Why so complicated?

01 July 2019

This article was featured in the July/August 2019 issue of the magazine.

Ian Neale, director at Aries Insight, explains why and how pensions has become so complicated

Workers and employers pay contributions into pension schemes building funds out of which the schemes pay money to the workers to live on in retirement. What’s complicated about that?

The answer in part is all the rules and regulations that encumber the process. Fifty years ago, however, pensions legislation hardly existed: just 29 pages in the Income & Corporation Taxes Act 1970. Even by 1988 it was still only 57 pages. However, the Inland Revenue (now HM Revenue & Customs (HMRC)) enjoyed wide discretion in interpretation, and its published guidance was already becoming very complicated.

Tax legislation sets the ceiling; social security law the floor. Prior to the Social Security Act 1973 that introduced preservation, there was no protection for pensions. The remorseless deluge since was fuelled by contracting-out; the clean-up operation – reconciliation of and now equalisation for guaranteed minimum pensions – will go on for years.

The ‘Maxwell’ scandal triggered the massive Pensions Act 1995, introducing sweeping new controls with a regulator (the Occupational Pensions Regulatory Authority), multiplying trustees’ responsibilities. The Welfare Reform and Pensions Act 1999 introduced stakeholder pensions and pension sharing on divorce – arguably the most spectacularly tangled web of legislation ever woven. Pensions legislation twenty years ago had grown to 2,000 pages. Who could remember it all?

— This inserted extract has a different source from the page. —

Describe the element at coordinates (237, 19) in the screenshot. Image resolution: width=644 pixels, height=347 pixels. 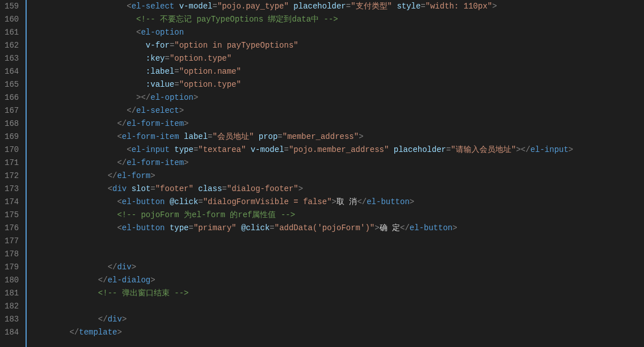
I see `token-cm: <!-- 不要忘记 payTypeOptions 绑定到data中 -->` at that location.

Then in December 2002 the government published proposals for a genuinely radical simplification of pensions tax legislation. This result was 180 pages in the Finance Act 2004: everything was codified; gone were uncertainty and inconsistency. Pensions were going to run on rails.

Although the real world is not amenable to being codified in a rigid framework of prescriptive laws, politicians were sold on the idea. Nevertheless, pleas for reasonable exceptions multiplied. Every situation had to be covered by law, because HMRC discretion was a thing of the past. Together with several thousand pages of official guidance the result was an administrator’s nightmare.

In just the last fifteen years we have suffered 21 finance acts, 7 pensions and pension schemes acts and over 1,000 new sets of regulations affecting pensions. One experienced pensions lawyer has estimated the number of pages of pensions legislation in force now at around 160,000.

It’s not just the sheer volume we have to cope with: with modern IT that might be manageable if it was not being amended constantly, with so much conditionality attached, or if it was not written in such a convoluted style.

...consequently, in pensions ‘the past is never history’...

 

The prevailing Treasury belief that pensions are uniquely (and very generously) tax-privileged (rather than tax-deferred) arrangements has led to ever-more frequent tinkering. A particularly egregious example of legislative incontinence leading to unnecessary and indeed unworkable legislation is the ‘tapered annual allowance’ introduced from 2016–17.

Trust in pensions is in short supply. Regulators behave more like police than facilitators, and constantly demand new powers. The cost of compliance is a serious burden. A blame culture in which fault has to be penalised and compensated creates a desire on the part of industry for certainty in detailed regulations, in preference to the unpredictable whim of regulators who might be tempted to use hindsight.

There are other reasons, of course. Pensions are property rights, politically very difficult to abrogate once accrued; so, at every tightening of the screw, a new layer of protections is required. New rules generally cannot be applied retrospectively; consequently, in pensions ‘the past is never history’.

The voluntary nature of UK pension provision up to the arrival of auto-enrolment in 2012 is another reason for the enduring complexity. Considerable scope for sponsoring employers to make their own scheme rules in the past has led to infinite variability, and consequently myriad combinations of circumstances, some impossible to anticipate.

Pensions are a long-term proposition: some schemes have existed for almost a century. It seems axiomatic that the governing legislation ought to be similarly based on a long-term political consensus. Everyone might then have more confidence in saving for the future. But we do need more certainty if we are to agree to lock away our money until at least we reach age 55.

That magical moment is the earliest most people are allowed to break open their money purchase pension pots, since the ‘pension freedom’ stable door was flung open by the chancellor of the exchequer George Osborne five years ago. Regulators are still getting to grips with what happened, including rounding up the scammers who spotted people with huge amounts of money looking for some more attractive alternative to annuity purchase.

This year the Money and Pensions Service has been launched, with a remit to get us all actively engaged with saving for retirement. A good start to rebuilding the necessary trust in pensions would be legislation we can all understand. Indeed less prescription, more discretion and a broad-brush approach all round might be better.